Bidwell Health
Can You Use Latisse® With Contact Lenses?
Contact-lens wearers may be candidates for Latisse® or generic bimatoprost, but they should remove lenses before applying the medication and wait at least 15 minutes before reinserting them.
What is the basic rule?
Remove contact lenses before applying bimatoprost to the upper-lid lash line. Wait at least 15 minutes before reinserting lenses. This reduces direct medication and preservative exposure to the contact lens and eye surface.
Does wearing contacts disqualify me?
No. Contact-lens use alone is not a Bidwell screen-out. The screen-out is active eye irritation, infection, unexplained redness, pain, vision changes, or an eye-disease history that needs eye-clinician review before starting bimatoprost.
What if my eyes are dry or irritated?
Do not start through an online cosmetic workflow if your eyes are currently painful, unusually red, light-sensitive, infected, or changing vision. Contact lenses can make irritation harder to interpret, and eye symptoms deserve proper evaluation.
What application habits help?
- Wash hands before application.
- Use a sterile single-use applicator.
- Apply only to the upper-lid lash line.
- Blot extra solution before it runs.
- Keep the bottle tip clean and avoid touching it to skin or lashes.
What if lenses feel uncomfortable after starting?
If contact lenses feel newly uncomfortable after starting bimatoprost, pause lens wear and message the clinician. Do not keep applying through worsening redness, foreign-body sensation, discharge, pain, or blurry vision. Those symptoms can represent irritation or infection and need eye-care judgment.
Can I apply it while wearing lenses if I am careful?
No. The cleaner counseling rule is to remove lenses first every time. Waiting at least 15 minutes before reinserting gives the medication time to settle and reduces exposure of the lens to the solution or preservative.
How to use this clinical note
This note is designed to be citeable and practical. It explains what typically matters clinically, and when online care is and isn’t appropriate.
Practical next steps
- If the diagnosis is uncertain, prioritize confirmation over repeating treatments.

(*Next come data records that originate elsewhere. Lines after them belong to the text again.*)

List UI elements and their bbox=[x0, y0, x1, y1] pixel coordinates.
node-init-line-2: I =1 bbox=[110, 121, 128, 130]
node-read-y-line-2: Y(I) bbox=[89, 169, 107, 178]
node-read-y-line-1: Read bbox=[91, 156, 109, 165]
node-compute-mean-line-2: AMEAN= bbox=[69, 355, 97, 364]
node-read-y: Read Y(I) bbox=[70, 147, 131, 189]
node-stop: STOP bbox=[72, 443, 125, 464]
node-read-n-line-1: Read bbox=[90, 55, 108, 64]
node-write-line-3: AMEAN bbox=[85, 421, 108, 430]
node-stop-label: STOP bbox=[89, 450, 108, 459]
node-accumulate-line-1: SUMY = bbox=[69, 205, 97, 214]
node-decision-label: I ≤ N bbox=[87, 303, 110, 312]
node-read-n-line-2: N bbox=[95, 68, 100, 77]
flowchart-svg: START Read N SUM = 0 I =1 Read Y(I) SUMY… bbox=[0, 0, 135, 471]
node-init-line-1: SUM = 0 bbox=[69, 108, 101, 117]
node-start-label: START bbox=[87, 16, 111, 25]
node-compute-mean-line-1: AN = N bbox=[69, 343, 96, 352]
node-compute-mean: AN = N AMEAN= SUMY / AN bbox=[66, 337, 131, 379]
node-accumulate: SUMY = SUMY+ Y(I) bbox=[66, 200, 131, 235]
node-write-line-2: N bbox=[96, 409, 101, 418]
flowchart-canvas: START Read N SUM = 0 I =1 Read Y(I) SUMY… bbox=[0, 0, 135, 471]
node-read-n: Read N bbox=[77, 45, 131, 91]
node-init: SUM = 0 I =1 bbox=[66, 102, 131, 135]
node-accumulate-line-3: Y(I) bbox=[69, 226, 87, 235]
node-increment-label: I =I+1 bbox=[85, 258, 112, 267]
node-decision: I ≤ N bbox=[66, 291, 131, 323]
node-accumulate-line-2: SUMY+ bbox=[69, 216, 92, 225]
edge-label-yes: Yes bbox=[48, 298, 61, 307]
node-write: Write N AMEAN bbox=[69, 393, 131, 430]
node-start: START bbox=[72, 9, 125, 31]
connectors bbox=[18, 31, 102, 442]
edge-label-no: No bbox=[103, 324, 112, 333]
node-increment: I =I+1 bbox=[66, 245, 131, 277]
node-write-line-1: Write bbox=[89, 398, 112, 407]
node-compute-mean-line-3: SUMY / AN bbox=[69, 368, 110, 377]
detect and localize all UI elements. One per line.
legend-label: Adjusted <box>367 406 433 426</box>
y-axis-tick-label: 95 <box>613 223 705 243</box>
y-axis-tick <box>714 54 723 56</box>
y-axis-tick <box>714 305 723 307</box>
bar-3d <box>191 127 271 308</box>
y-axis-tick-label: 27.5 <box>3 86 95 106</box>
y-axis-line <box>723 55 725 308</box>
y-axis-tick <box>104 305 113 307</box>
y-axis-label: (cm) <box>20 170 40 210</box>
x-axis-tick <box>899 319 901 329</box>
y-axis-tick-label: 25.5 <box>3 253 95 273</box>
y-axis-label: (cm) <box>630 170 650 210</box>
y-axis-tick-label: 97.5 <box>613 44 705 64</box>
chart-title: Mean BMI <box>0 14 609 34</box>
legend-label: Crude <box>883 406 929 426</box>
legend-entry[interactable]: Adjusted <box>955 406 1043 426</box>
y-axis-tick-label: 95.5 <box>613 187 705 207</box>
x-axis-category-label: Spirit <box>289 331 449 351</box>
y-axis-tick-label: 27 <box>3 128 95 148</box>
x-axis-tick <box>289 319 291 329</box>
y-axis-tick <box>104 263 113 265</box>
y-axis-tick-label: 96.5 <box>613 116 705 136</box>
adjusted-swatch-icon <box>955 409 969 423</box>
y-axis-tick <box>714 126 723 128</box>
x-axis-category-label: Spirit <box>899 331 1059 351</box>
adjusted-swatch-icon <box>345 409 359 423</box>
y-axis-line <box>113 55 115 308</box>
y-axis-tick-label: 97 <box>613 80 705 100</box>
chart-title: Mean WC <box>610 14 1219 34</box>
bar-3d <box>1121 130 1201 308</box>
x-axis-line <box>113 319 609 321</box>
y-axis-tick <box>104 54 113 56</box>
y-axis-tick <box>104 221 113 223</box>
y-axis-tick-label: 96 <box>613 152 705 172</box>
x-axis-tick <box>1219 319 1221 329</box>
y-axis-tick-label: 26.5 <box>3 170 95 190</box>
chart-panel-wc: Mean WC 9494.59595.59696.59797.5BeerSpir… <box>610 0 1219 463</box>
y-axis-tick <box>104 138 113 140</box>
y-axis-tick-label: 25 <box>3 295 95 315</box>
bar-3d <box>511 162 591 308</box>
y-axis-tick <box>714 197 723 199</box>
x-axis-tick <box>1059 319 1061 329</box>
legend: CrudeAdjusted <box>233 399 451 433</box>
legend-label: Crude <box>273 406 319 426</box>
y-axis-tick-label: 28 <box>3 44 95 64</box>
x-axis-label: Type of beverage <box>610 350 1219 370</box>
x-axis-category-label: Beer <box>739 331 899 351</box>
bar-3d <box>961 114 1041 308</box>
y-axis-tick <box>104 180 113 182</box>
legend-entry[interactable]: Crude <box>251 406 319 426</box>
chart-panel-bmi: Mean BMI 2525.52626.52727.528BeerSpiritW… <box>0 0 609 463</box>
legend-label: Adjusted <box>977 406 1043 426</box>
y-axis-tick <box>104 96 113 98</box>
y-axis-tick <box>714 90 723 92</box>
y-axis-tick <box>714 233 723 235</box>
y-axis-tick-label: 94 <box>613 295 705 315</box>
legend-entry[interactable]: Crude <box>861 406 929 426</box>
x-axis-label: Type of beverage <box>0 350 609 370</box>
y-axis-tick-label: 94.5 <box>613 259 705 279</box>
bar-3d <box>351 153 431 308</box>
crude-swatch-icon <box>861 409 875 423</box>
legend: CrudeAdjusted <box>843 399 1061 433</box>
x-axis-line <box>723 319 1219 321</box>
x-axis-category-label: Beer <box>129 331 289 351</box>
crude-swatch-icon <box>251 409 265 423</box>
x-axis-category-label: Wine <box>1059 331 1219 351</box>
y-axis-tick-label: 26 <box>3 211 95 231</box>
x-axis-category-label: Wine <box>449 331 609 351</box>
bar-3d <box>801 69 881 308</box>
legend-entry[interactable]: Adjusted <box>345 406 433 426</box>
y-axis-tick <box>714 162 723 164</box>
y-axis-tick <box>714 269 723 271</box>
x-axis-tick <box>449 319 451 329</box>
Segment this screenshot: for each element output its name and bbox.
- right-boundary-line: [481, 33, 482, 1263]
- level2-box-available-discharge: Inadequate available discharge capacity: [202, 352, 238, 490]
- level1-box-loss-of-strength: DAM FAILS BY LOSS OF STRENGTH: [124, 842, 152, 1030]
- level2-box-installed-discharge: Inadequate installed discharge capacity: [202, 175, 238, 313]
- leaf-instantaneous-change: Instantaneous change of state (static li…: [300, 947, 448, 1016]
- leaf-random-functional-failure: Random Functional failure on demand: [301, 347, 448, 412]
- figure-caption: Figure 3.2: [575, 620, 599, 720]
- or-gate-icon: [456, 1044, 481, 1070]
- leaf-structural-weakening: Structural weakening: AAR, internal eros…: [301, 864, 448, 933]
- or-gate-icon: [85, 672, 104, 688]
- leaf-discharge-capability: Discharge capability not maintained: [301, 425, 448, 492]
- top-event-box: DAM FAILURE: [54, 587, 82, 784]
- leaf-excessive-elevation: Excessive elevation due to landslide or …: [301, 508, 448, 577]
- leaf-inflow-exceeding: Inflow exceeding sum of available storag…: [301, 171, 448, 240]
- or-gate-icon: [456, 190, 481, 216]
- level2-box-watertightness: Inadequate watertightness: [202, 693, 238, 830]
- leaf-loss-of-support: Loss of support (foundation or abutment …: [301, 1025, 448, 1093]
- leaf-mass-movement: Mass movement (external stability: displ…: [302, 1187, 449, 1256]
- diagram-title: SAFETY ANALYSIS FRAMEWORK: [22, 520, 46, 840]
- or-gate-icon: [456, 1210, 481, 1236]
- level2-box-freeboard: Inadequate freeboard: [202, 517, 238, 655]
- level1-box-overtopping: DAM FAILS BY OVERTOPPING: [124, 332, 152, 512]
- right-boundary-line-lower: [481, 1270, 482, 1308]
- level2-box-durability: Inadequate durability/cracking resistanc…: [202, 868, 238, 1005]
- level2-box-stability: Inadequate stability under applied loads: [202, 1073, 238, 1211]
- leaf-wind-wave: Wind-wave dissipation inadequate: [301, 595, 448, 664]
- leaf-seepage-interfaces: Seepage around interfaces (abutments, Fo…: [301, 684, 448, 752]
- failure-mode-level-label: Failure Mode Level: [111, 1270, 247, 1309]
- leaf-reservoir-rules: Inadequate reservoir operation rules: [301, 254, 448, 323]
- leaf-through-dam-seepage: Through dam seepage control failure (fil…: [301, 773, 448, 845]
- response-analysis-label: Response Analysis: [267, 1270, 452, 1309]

- If the diagnosis is known and uncomplicated, online care may be reasonable.
- If red flags are present (severe pain, fever, pregnancy, eye involvement), seek in-person care.
What to bring to a clinician
- Symptom timeline and what you’ve already tried
- Relevant meds/supplements and allergies
- Any red flags or pregnancy possibility
Related glossary terms
References
Related Bidwell pages
Latisse® is a registered trademark of AbbVie. Bidwell Health is not affiliated with, endorsed by, or sponsored by AbbVie. Bidwell does not sell or ship Latisse.